A tremor ran down the center of Anita Moss’s throat. “He’d made me sick to my stomach. Mom had cooked this beautiful dinner, all her beautiful food and I felt like it was all coming up. I yanked the cigar out of Nestor’s mouth and ground it out with my foot. Then I told him to shut up, I meant it, and went back inside. Nestor left and didn’t return, which was fine with everyone. That night, trying to sleep, I couldn’t stop thinking about that kid’s picture on the badge. He looked so young. Even with Nestor’s always bragging and lying, he freaked me out. ’Cause of the details.”

“What details?” said Milo.

“He insisted on telling me how he did it. How he’d followed that little boy for days. ‘Hunted the dude like a rabbit.’ He learned Troy Turner’s routine, finally cornered him in a supply room off the gym.”

Her face crumpled. “Talking about it now makes me sick. Nestor said he hit him in the face to subdue him. Then, he…” She gulped again. “That night, after Jim fell asleep, I got out of bed and went on the computer and plugged in Troy Turner’s name. Found a short article in the Times and a longer one from a paper near Chaderjian. What they both said matched everything Nestor told me. Maybe Nestor didn’t do it, maybe he just heard about it and got that badge somehow.”

I said, “Knowing Nestor, you believe he could’ve done it.”

“He was proud of it!”

“Nestor said he’d been paid to kill other boys,” said Milo. “Did he mention any other names?”

She shook her head. “Troy Turner was the only one he wanted to talk about. Like that had been a real big accomplishment for him.”

“Because Troy was notorious?” I said.

She nodded. “He said that. ‘Dude thought he was a stone killer but I killed his ass.’ ”

“Did he say how much he’d been paid?”

Anita Moss shook her head. Lowered her eyes. “I came to hate Nestor, but talking about him like this…”

“Did Nestor ever talk about who paid him, ma’am?”

She kept her head down, spoke softly. “All he said was that it was a white guy and the reason was Turner had killed a baby.”

“Did he give you any details about this white guy?” said Milo.

“No, just that.
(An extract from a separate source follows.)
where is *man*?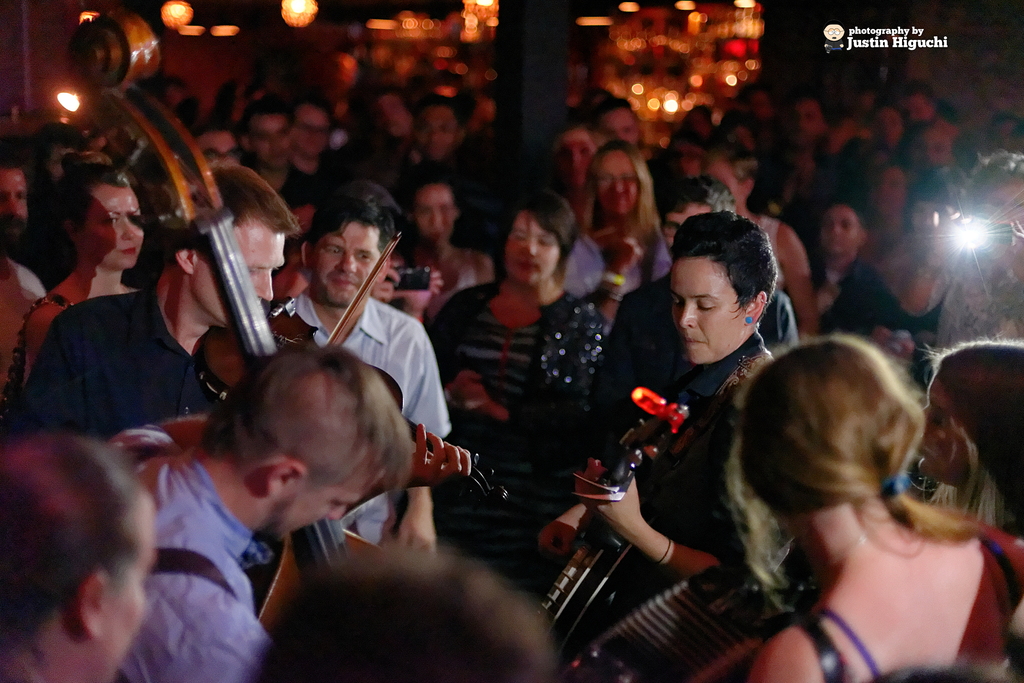
410, 100, 500, 256.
I told the exact same thing to that counselor. When he didn’t call back, I phoned the police. No one cared.”

Her lips folded inward. She shook her head back and forth.

“That boy,” she said. “That picture. He looked so young.

CHAPTER 23

Milo and I sat in a rear booth of a coffee shop on Vermont just north of Wilshire, drinking Cokes, waiting for Ramparts Detective Philip Krug. Krug had been in his car when we reached him and he welcomed the opportunity for lunchtime company.
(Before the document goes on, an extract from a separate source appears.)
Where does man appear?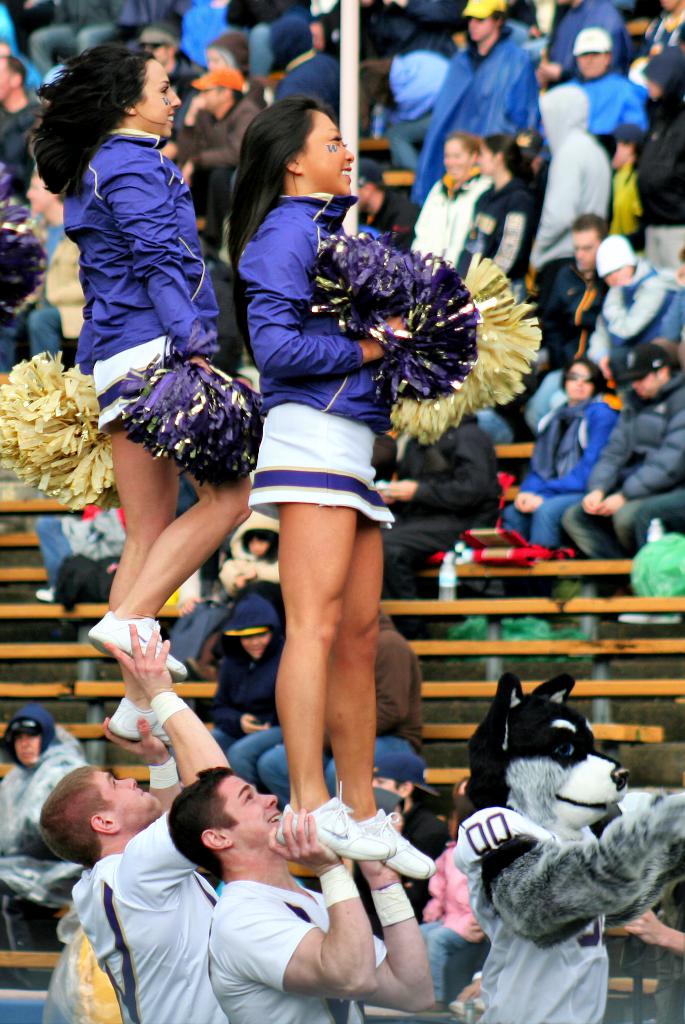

The locale was his choice, a big, bright, half-empty place with puce-colored vinyl booths, cloudy windows, and the outward profile of a toy rocket ship.

He was twenty minutes late and I used the time to raise the issues Allison had brought up.

Milo said, “The premeditation thing’s interesting, but I don’t see where it takes us. Rand wanting to feel less guilty by blaming Lara could be important. If he tried it on Malley. What do you think about Nestor’s bragging?”

“Sounds authentic. He knew all the details,” I said.

“I was thinking about the white guy hiring him.”

“Revenge hit. It fits.”

He looked at his Timex.

I said, “Troy bragged, too, when I interviewed him in jail. Said he had plans to be rich.”

“You’re thinking he had hit-man fantasies, too?”

“I don’t see him planning for the Ivy League. Maybe he saw Kristal as career practice.”

“Goddamn little savages. What do you do with them?”

***

Phil Krug was a compact man in his forties with thin red hair and a copper-wire mustache so thick it extended farther than his crushed nose. He wore a gray suit with a navy shirt and a pale blue tie. The waitress knew him and said “The usual?” before he had a chance to sit down.